Let me pause to say that at the same time I was reading Muench's book, I was grading final essays in Comp I, essays in which students were meant to demonstrate synthesis of source material and proper MLA documentation. In other words, the time was ripe for me to question the cento.

As a composition instructor, of course, I am hell-bent on making sure my students give credit where credit is due, as an artist, this often conflicts with the idea of shared material and the way artists build new pieces of art from the work of those who have gone before. This butts right up against my work in paper collage, where I was so concerned about copyright that last year I consulted a copyright lawyer about the work I was doing.

The letter of the law is that the way I do my paper collages, I am violating the copyright held by every photographer, artist, and graphic designer who produced the image I cut up. The letter of the law is that when we write centos, unless the original work is out of copyright (and that is very rare, as even texts from Homer's time are often still in copyright for the translator, or the work of writers from the first half of the 20th century are often still in copyright for a family member or trustee), we are violating copyright.
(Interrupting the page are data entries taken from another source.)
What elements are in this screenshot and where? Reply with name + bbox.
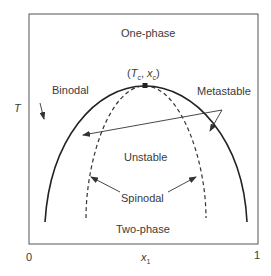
- x-axis-sub: 1: [147, 258, 151, 265]
- critical-point-label: (Tc, xc): [127, 68, 160, 81]
- binodal-arrow: [40, 103, 44, 119]
- critical-point-marker: [143, 83, 148, 88]
- binodal-label: Binodal: [52, 85, 89, 96]
- plot-frame: [29, 14, 258, 244]
- x-axis-max: 1: [254, 250, 260, 261]
- critical-T-sub: c: [137, 74, 141, 81]
- critical-x-sub: c: [153, 74, 157, 81]
- metastable-label: Metastable: [197, 86, 251, 97]
- spinodal-arrow-right: [168, 177, 196, 192]
- spinodal-label: Spinodal: [121, 193, 164, 204]
- region-label-unstable: Unstable: [124, 152, 167, 163]
- x-axis-label: x1: [141, 252, 150, 265]
- spinodal-arrow-left: [91, 177, 120, 192]
- y-axis-label: T: [14, 103, 21, 114]
- region-label-two-phase: Two-phase: [116, 224, 170, 235]
- region-label-one-phase: One-phase: [121, 28, 175, 39]
- x-axis-min: 0: [26, 252, 32, 263]
- metastable-arrow-left: [83, 110, 222, 135]
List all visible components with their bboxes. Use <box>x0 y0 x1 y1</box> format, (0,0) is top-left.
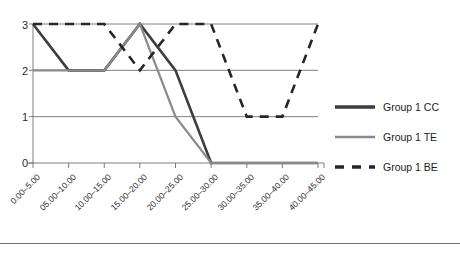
plot-area: 3 2 1 0 0.00–5.0005.00–10.0010.00–15.001… <box>0 0 330 240</box>
figure-bottom-rule <box>0 243 460 244</box>
legend-label-te: Group 1 TE <box>383 131 437 143</box>
chart-legend: Group 1 CC Group 1 TE Group 1 BE <box>334 92 460 182</box>
legend-item-te: Group 1 TE <box>334 122 460 152</box>
legend-item-be: Group 1 BE <box>334 152 460 182</box>
data-series <box>33 24 318 163</box>
legend-label-cc: Group 1 CC <box>383 101 439 113</box>
legend-swatch-be <box>334 161 376 173</box>
legend-label-be: Group 1 BE <box>383 161 438 173</box>
legend-item-cc: Group 1 CC <box>334 92 460 122</box>
axis-lines <box>28 24 324 163</box>
legend-swatch-cc <box>334 101 376 113</box>
chart-figure: 3 2 1 0 0.00–5.0005.00–10.0010.00–15.001… <box>0 0 460 253</box>
legend-swatch-te <box>334 131 376 143</box>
Yet, the cento and the visual collage are clearly "new works." The way Muench smashes lines together or deftly weaves them into a new fabric is her art. The way she sees connections and makes for us as readers some wholly new experience is her art. Is that art by its nature something less than a poem in which she brings each word to the page on her own? Is the cento that much different from my own experience with word banks, in which I "steal" words from other writers and smash them together to form lines of my own? Where does the line exist between raw material and theft?

I know that in other cultures, the idea of individual ownership is not so onerous, but in the 21st century American world of "me, me, me" "look at what I did" the cento (and the collage) stands out as a challenge it seems, as a place to acknowledge the makers of the original pieces while at the same time enjoying and celebrating the new creation. And Trace is certainly a collection that I celebrate.

4 comments:

Carol Berg said...

Such great questions Sandy! Thank you for your thoughtfulness!

Sandy Longhorn said...

Thanks, Carol. I've always been good at asking the questions. Coming up with the answers is a whole other ball of wax. :)

Kathleen said...

I am reading this chapbook, too! Also, like you, I keep pondering these questions of attribution, etc.--as writer and as editor. How do we honor the sources...? Thanks for talking about it.

Sandy Longhorn said...

Thanks, Kathleen. Glad I'm not alone!